The National Palace Museum (NPM) should fully disclose investigation reports and security videos regarding damage to three artifacts dating to the Ming and Qing dynasties, the New Power Party (NPP) caucus said yesterday.
It should also improve the procedures on how historic artifacts are managed and preserved, the party said.
Museum staff cleaning a storeroom on Feb. 3 last year discovered that a Ming Dynasty-era stem bowl with incised decorations of two dragons had been damaged, NPP Chairwoman Chen Jiau-hua (陳椒華) said, citing a report the museum submitted to the legislature on Monday.
Photo: Tu Chien-jung, Taipei Times
The bowl was damaged some time between a major inventory check on March 2, 2012, and Feb. 3 last year, she said, citing the report.
“However, we received a tip that the stem bowl was broken because of an error by museum staff,” Chen said.
“Museum Director Wu Mi-cha (吳密察) imposed a gag order on this matter and ordered that all relevant documents be handled as confidential information,” Chen added.
“Footage recorded by the museum’s security cameras is not sufficient to ascertain whether the damage was due to human error,” she added.
“Therefore, the museum should turn over all of the footage on the surveillance system to lawmakers so that we can know the truth, provided that it is done in ways that does not invade the privacy of museum staff and compromise the security of the storeroom,” Chen said.
Wu on Friday said the museum has completed its investigations into the damage to the stem bowl as well as a yellow porcelain bowl made during the Kangsi era of the Qing Dynasty, which were found to have been broken when museum staff opened their boxes.
It has yet to complete an investigation into a porcelain dish from the Qianlong era of the Qing Dynasty, which he said was broken by museum staff.
Although Wu denied the museum deliberately concealed the incidents from the public, Chen said the museum released two of the investigation reports only due to public pressure.
The museum should release the investigation into the third damaged artifact as soon as possible and inform the public the criteria it used to list certain information as “classified,” Chen said.
“It should not give the public the impression that it listed certain materials as classified because it wanted to hide them from the public, and only declassified them when it could no longer withstand public pressure,” she added.
The incidents also exposed shortcomings in the procedures that the museum uses to report and handle damaged artifacts, Chen said.
“The museum is only required to notify the Ministry of Culture if damaged artifacts are classified as national treasures or important cultural artifacts,” she said.
“However, many of the 700,000 artifacts owned by the museum are neither classified as national treasures nor important cultural artifacts. Should there not be a mechanism to report damage to other artifacts as well?” she said.
The museum’s operational guidelines only stipulate how artifacts should be managed and preserved, and lack a mechanism to report, verify and investigate when an artifact is damaged, destroyed or lost, and explain the incident to the public, she said.
NPP Legislator Claire Wang (王婉諭), who serves on the legislature’s Education and Culture Committee, visited the museum on Monday and requested access to the investigation reports.
“Footage recorded by the surveillance system shows a chaotic work area, with researchers, employees and mechanics all gathered at the same spot,” Wang said.
“They were responsible for different tasks, but you could not tell who was in charge of what simply by looking at the video. This is probably why human errors occurred,” Wang said.
The museum should stipulate standard operating procedures for museum staff working in storerooms, which could reduce the chances of them damaging artifacts, she said.
An online system should be created to allow museum staff to report artifacts that need to be repaired or restored, she added.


_Task item:_ Output each entry that follows exactly. Images stay out.

_Exercise input:_
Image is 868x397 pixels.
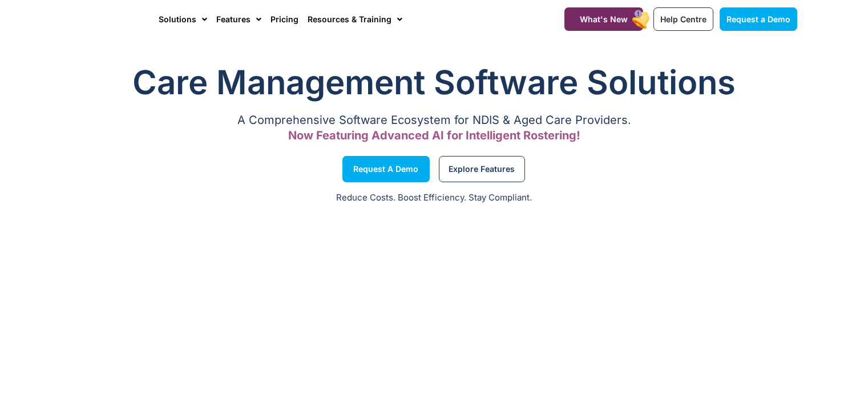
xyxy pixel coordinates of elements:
[70,60,798,105] h1: Care Management Software Solutions
[448,166,515,172] span: Explore Features
[726,14,790,24] span: Request a Demo
[654,7,713,31] a: Help Centre
[438,156,525,183] a: Explore Features
[288,129,580,142] span: Now Featuring Advanced AI for Intelligent Rostering!
[564,7,643,31] a: What's New
[720,7,797,31] a: Request a Demo
[353,166,418,172] span: Request a Demo
[580,14,627,24] span: What's New
[70,116,798,124] p: A Comprehensive Software Ecosystem for NDIS & Aged Care Providers.
[7,192,861,205] p: Reduce Costs. Boost Efficiency. Stay Compliant.
[343,156,430,183] a: Request a Demo
[660,14,707,24] span: Help Centre
[70,11,147,28] img: CareMaster Logo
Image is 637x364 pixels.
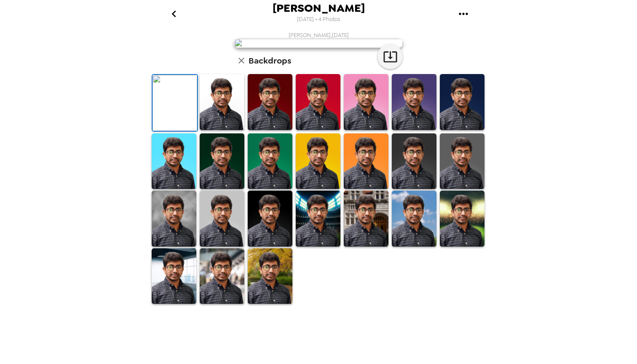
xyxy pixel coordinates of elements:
img: Original [153,75,197,131]
h6: Backdrops [248,54,291,68]
span: [PERSON_NAME] , [DATE] [288,32,349,39]
span: [DATE] • 4 Photos [297,14,340,25]
img: user [234,39,403,48]
span: [PERSON_NAME] [272,2,365,14]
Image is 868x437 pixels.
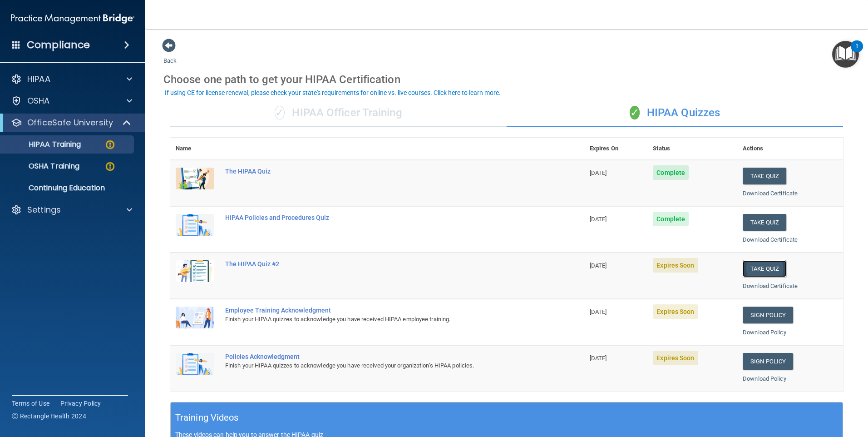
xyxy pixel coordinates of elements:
th: Name [170,137,220,160]
a: Terms of Use [12,399,49,407]
th: Expires On [584,137,648,160]
span: Ⓒ Rectangle Health 2024 [12,412,87,421]
div: 1 [855,46,858,58]
span: Expires Soon [652,350,698,365]
span: [DATE] [590,355,607,361]
p: HIPAA Training [6,140,81,149]
a: HIPAA [11,74,132,85]
span: Expires Soon [652,304,698,319]
div: If using CE for license renewal, please check your state's requirements for online vs. live cours... [165,89,501,96]
div: Policies Acknowledgment [225,353,538,360]
span: [DATE] [590,309,607,315]
div: The HIPAA Quiz #2 [225,260,538,267]
a: Download Policy [742,328,786,335]
span: [DATE] [590,216,607,223]
img: PMB logo [11,10,135,27]
span: [DATE] [590,170,607,176]
span: Expires Soon [652,258,698,273]
div: HIPAA Quizzes [507,100,843,126]
span: [DATE] [590,262,607,269]
a: Download Certificate [742,236,797,243]
p: HIPAA [27,74,50,85]
p: Continuing Education [6,183,130,192]
img: warning-circle.0cc9ac19.png [104,139,116,150]
a: Sign Policy [742,306,793,324]
div: HIPAA Officer Training [170,100,507,126]
button: Open Resource Center, 1 new notification [832,41,858,67]
a: Sign Policy [742,353,793,370]
div: The HIPAA Quiz [225,168,538,175]
div: HIPAA Policies and Procedures Quiz [225,214,538,221]
button: Take Quiz [742,168,786,184]
div: Choose one path to get your HIPAA Certification [163,66,849,93]
span: Complete [652,166,689,180]
button: Take Quiz [742,260,786,277]
p: OSHA Training [6,161,80,170]
th: Actions [737,137,843,160]
h4: Compliance [27,38,90,52]
div: Finish your HIPAA quizzes to acknowledge you have received HIPAA employee training. [225,314,538,325]
a: OfficeSafe University [11,117,132,128]
a: Download Certificate [742,190,797,197]
h5: Training Videos [175,410,239,425]
button: Take Quiz [742,214,786,231]
img: warning-circle.0cc9ac19.png [104,161,116,172]
a: Settings [11,204,132,215]
a: Download Policy [742,375,786,382]
a: OSHA [11,96,132,107]
span: ✓ [275,106,284,120]
th: Status [647,137,737,160]
a: Privacy Policy [60,399,101,407]
div: Finish your HIPAA quizzes to acknowledge you have received your organization’s HIPAA policies. [225,360,538,371]
span: Complete [652,212,689,226]
span: ✓ [630,106,639,120]
p: OSHA [27,96,50,107]
p: Settings [27,204,61,215]
button: If using CE for license renewal, please check your state's requirements for online vs. live cours... [163,88,502,97]
p: OfficeSafe University [27,117,113,128]
div: Employee Training Acknowledgment [225,306,538,314]
iframe: Drift Widget Chat Controller [823,374,857,409]
a: Download Certificate [742,282,797,289]
a: Back [163,46,176,64]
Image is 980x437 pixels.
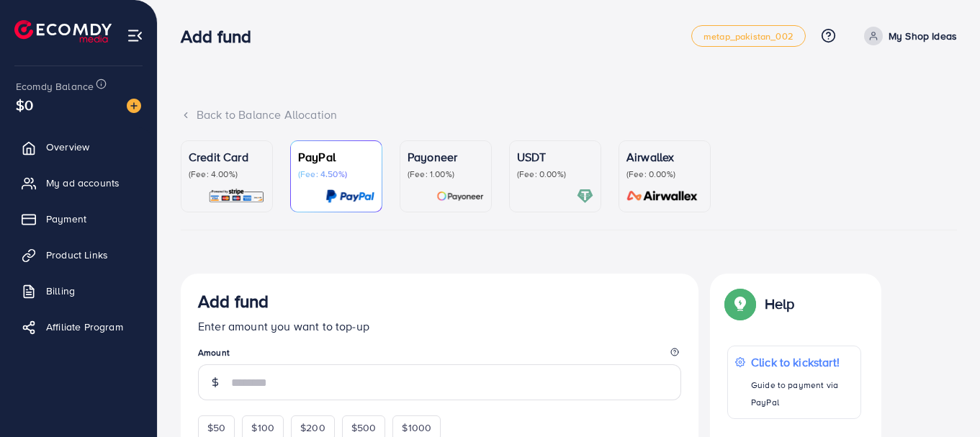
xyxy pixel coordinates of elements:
[14,20,111,42] img: logo
[517,168,593,179] p: (Fee: 0.00%)
[11,312,146,341] a: Affiliate Program
[888,27,957,45] p: My Shop Ideas
[180,26,263,47] h3: Add fund
[127,27,143,44] img: menu
[11,204,146,233] a: Payment
[16,94,33,115] span: $0
[127,98,141,113] img: image
[46,283,75,298] span: Billing
[46,176,120,190] span: My ad accounts
[751,376,853,410] p: Guide to payment via PayPal
[46,248,108,262] span: Product Links
[198,346,681,364] legend: Amount
[622,188,703,204] img: card
[408,168,484,179] p: (Fee: 1.00%)
[252,420,274,435] span: $100
[16,79,93,93] span: Ecomdy Balance
[198,291,268,311] h3: Add fund
[189,168,265,179] p: (Fee: 4.00%)
[198,317,681,335] p: Enter amount you want to top-up
[11,276,146,305] a: Billing
[517,148,593,165] p: USDT
[765,295,795,312] p: Help
[703,32,794,41] span: metap_pakistan_002
[208,188,265,204] img: card
[11,240,146,269] a: Product Links
[626,148,703,165] p: Airwallex
[691,25,806,47] a: metap_pakistan_002
[46,320,123,334] span: Affiliate Program
[577,188,593,204] img: card
[402,420,431,435] span: $1000
[727,291,753,317] img: Popup guide
[46,211,86,226] span: Payment
[352,420,377,435] span: $500
[919,372,969,426] iframe: Chat
[189,148,265,165] p: Credit Card
[11,168,146,197] a: My ad accounts
[858,27,957,45] a: My Shop Ideas
[46,139,89,154] span: Overview
[298,168,374,179] p: (Fee: 4.50%)
[751,353,853,370] p: Click to kickstart!
[180,107,957,123] div: Back to Balance Allocation
[626,168,703,179] p: (Fee: 0.00%)
[208,420,225,435] span: $50
[298,148,374,165] p: PayPal
[11,133,146,161] a: Overview
[408,148,484,165] p: Payoneer
[325,188,374,204] img: card
[300,420,325,435] span: $200
[437,188,484,204] img: card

_Exercise result:_
Image is 868x397 pixels.
xyxy pixel coordinates of elements:
[70,60,798,105] h1: Care Management Software Solutions
[448,166,515,172] span: Explore Features
[726,14,790,24] span: Request a Demo
[654,7,713,31] a: Help Centre
[438,156,525,183] a: Explore Features
[288,129,580,142] span: Now Featuring Advanced AI for Intelligent Rostering!
[564,7,643,31] a: What's New
[720,7,797,31] a: Request a Demo
[353,166,418,172] span: Request a Demo
[580,14,627,24] span: What's New
[70,116,798,124] p: A Comprehensive Software Ecosystem for NDIS & Aged Care Providers.
[7,192,861,205] p: Reduce Costs. Boost Efficiency. Stay Compliant.
[343,156,430,183] a: Request a Demo
[660,14,707,24] span: Help Centre
[70,11,147,28] img: CareMaster Logo
Image is 637x364 pixels.
xyxy pixel coordinates of elements:
img: Original [153,75,197,131]
h6: Backdrops [248,54,291,68]
span: [PERSON_NAME] , [DATE] [288,32,349,39]
span: [DATE] • 4 Photos [297,14,340,25]
img: user [234,39,403,48]
span: [PERSON_NAME] [272,2,365,14]
Image is 868x437 pixels.
xyxy pixel coordinates of elements:
th: Name [170,137,220,160]
a: Terms of Use [12,399,49,407]
th: Expires On [584,137,648,160]
span: Ⓒ Rectangle Health 2024 [12,412,87,421]
div: 1 [855,46,858,58]
span: Expires Soon [652,350,698,365]
span: [DATE] [590,355,607,361]
p: HIPAA Training [6,140,81,149]
a: HIPAA [11,74,132,85]
span: Expires Soon [652,304,698,319]
div: If using CE for license renewal, please check your state's requirements for online vs. live cours... [165,89,501,96]
div: Policies Acknowledgment [225,353,538,360]
span: [DATE] [590,309,607,315]
div: The HIPAA Quiz #2 [225,260,538,267]
a: Download Policy [742,328,786,335]
span: [DATE] [590,216,607,223]
img: PMB logo [11,10,135,27]
span: [DATE] [590,170,607,176]
span: Expires Soon [652,258,698,273]
div: HIPAA Quizzes [507,100,843,126]
span: [DATE] [590,262,607,269]
a: Download Certificate [742,236,797,243]
p: HIPAA [27,74,50,85]
p: Continuing Education [6,183,130,192]
img: warning-circle.0cc9ac19.png [104,139,116,150]
a: Sign Policy [742,306,793,324]
div: HIPAA Officer Training [170,100,507,126]
button: Open Resource Center, 1 new notification [832,41,858,67]
a: Sign Policy [742,353,793,370]
div: The HIPAA Quiz [225,168,538,175]
div: HIPAA Policies and Procedures Quiz [225,214,538,221]
button: Take Quiz [742,168,786,184]
div: Choose one path to get your HIPAA Certification [163,66,849,93]
span: Complete [652,166,689,180]
button: Take Quiz [742,260,786,277]
p: OSHA Training [6,161,80,170]
th: Actions [737,137,843,160]
h4: Compliance [27,38,90,52]
div: Finish your HIPAA quizzes to acknowledge you have received HIPAA employee training. [225,314,538,325]
a: OfficeSafe University [11,117,132,128]
a: Download Certificate [742,190,797,197]
h5: Training Videos [175,410,239,425]
button: Take Quiz [742,214,786,231]
img: warning-circle.0cc9ac19.png [104,161,116,172]
a: Settings [11,204,132,215]
a: Download Policy [742,375,786,382]
a: OSHA [11,96,132,107]
span: ✓ [275,106,284,120]
th: Status [647,137,737,160]
a: Privacy Policy [60,399,101,407]
div: Finish your HIPAA quizzes to acknowledge you have received your organization’s HIPAA policies. [225,360,538,371]
span: Complete [652,212,689,226]
span: ✓ [630,106,639,120]
p: OSHA [27,96,50,107]
p: Settings [27,204,61,215]
button: If using CE for license renewal, please check your state's requirements for online vs. live cours... [163,88,502,97]
p: OfficeSafe University [27,117,113,128]
div: Employee Training Acknowledgment [225,306,538,314]
iframe: Drift Widget Chat Controller [823,374,857,409]
a: Download Certificate [742,282,797,289]
a: Back [163,46,176,64]
Image is 980x437 pixels.
xyxy pixel coordinates of elements:
[14,20,111,42] img: logo
[517,168,593,179] p: (Fee: 0.00%)
[11,312,146,341] a: Affiliate Program
[888,27,957,45] p: My Shop Ideas
[180,26,263,47] h3: Add fund
[127,27,143,44] img: menu
[11,204,146,233] a: Payment
[16,94,33,115] span: $0
[127,98,141,113] img: image
[46,283,75,298] span: Billing
[46,176,120,190] span: My ad accounts
[751,376,853,410] p: Guide to payment via PayPal
[46,248,108,262] span: Product Links
[198,346,681,364] legend: Amount
[622,188,703,204] img: card
[408,168,484,179] p: (Fee: 1.00%)
[252,420,274,435] span: $100
[16,79,93,93] span: Ecomdy Balance
[198,291,268,311] h3: Add fund
[189,168,265,179] p: (Fee: 4.00%)
[198,317,681,335] p: Enter amount you want to top-up
[11,276,146,305] a: Billing
[517,148,593,165] p: USDT
[765,295,795,312] p: Help
[703,32,794,41] span: metap_pakistan_002
[208,188,265,204] img: card
[11,240,146,269] a: Product Links
[626,148,703,165] p: Airwallex
[691,25,806,47] a: metap_pakistan_002
[46,320,123,334] span: Affiliate Program
[577,188,593,204] img: card
[402,420,431,435] span: $1000
[727,291,753,317] img: Popup guide
[46,211,86,226] span: Payment
[352,420,377,435] span: $500
[919,372,969,426] iframe: Chat
[189,148,265,165] p: Credit Card
[11,168,146,197] a: My ad accounts
[858,27,957,45] a: My Shop Ideas
[46,139,89,154] span: Overview
[298,168,374,179] p: (Fee: 4.50%)
[751,353,853,370] p: Click to kickstart!
[180,107,957,123] div: Back to Balance Allocation
[626,168,703,179] p: (Fee: 0.00%)
[208,420,225,435] span: $50
[298,148,374,165] p: PayPal
[11,133,146,161] a: Overview
[408,148,484,165] p: Payoneer
[325,188,374,204] img: card
[300,420,325,435] span: $200
[437,188,484,204] img: card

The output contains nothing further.